Weak flow on the hot side alone usually points to scale or sediment on the hot supply, a partly closed hot shutoff at the water heater, or sediment built up inside the water heater. Check the hot shutoff valve first, then consider flushing the tank.

Will a low-flow showerhead always feel weak?

No. A well-designed low-flow head uses smaller, faster jets and air mixing to feel strong while using less water. When a low-flow head feels weak, it's usually scale buildup or a too-aggressive restrictor rather than the low-flow rating itself.

How do I know if I have a pressure regulator problem?

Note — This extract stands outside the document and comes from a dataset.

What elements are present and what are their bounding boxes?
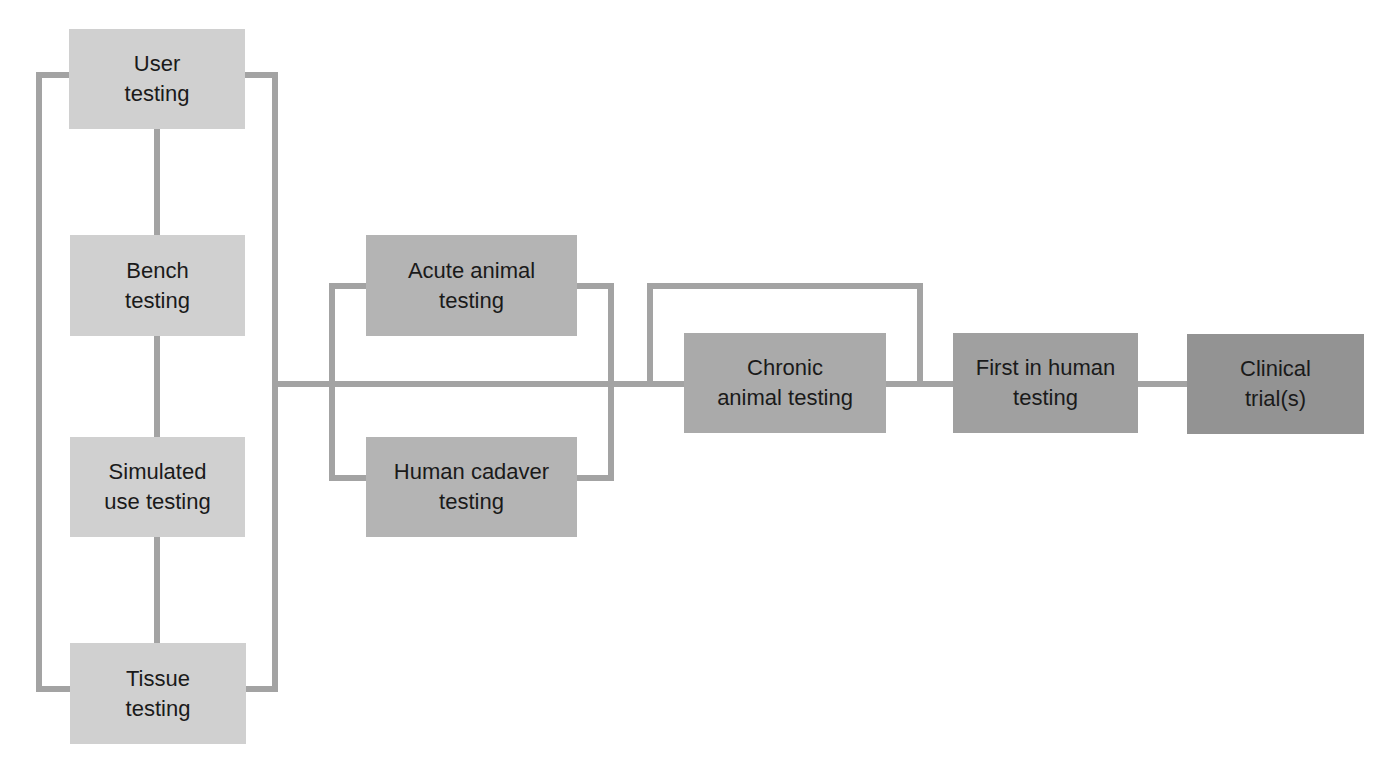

If every fixture in the house lost pressure, gradually or all at once, and the main valve is fully open, a failing pressure-reducing valve (usually near where the main line enters) is a likely cause. You can test it with a pressure gauge screwed onto an outside spigot; replacement is typically a plumber's job.

Could the problem be on the city or utility side?

Yes. If pressure dropped across the whole house and nothing changed in your plumbing, call your water utility. There may be a main break, scheduled maintenance, or a supply issue in your area. Ask a neighbor whether they noticed it too.

Diagnose before you spend. Scope it (whole house or just the shower), open every valve, clean the head, then move to the cartridge. Work in that order and most people fix it in under an hour with vinegar and a wrench.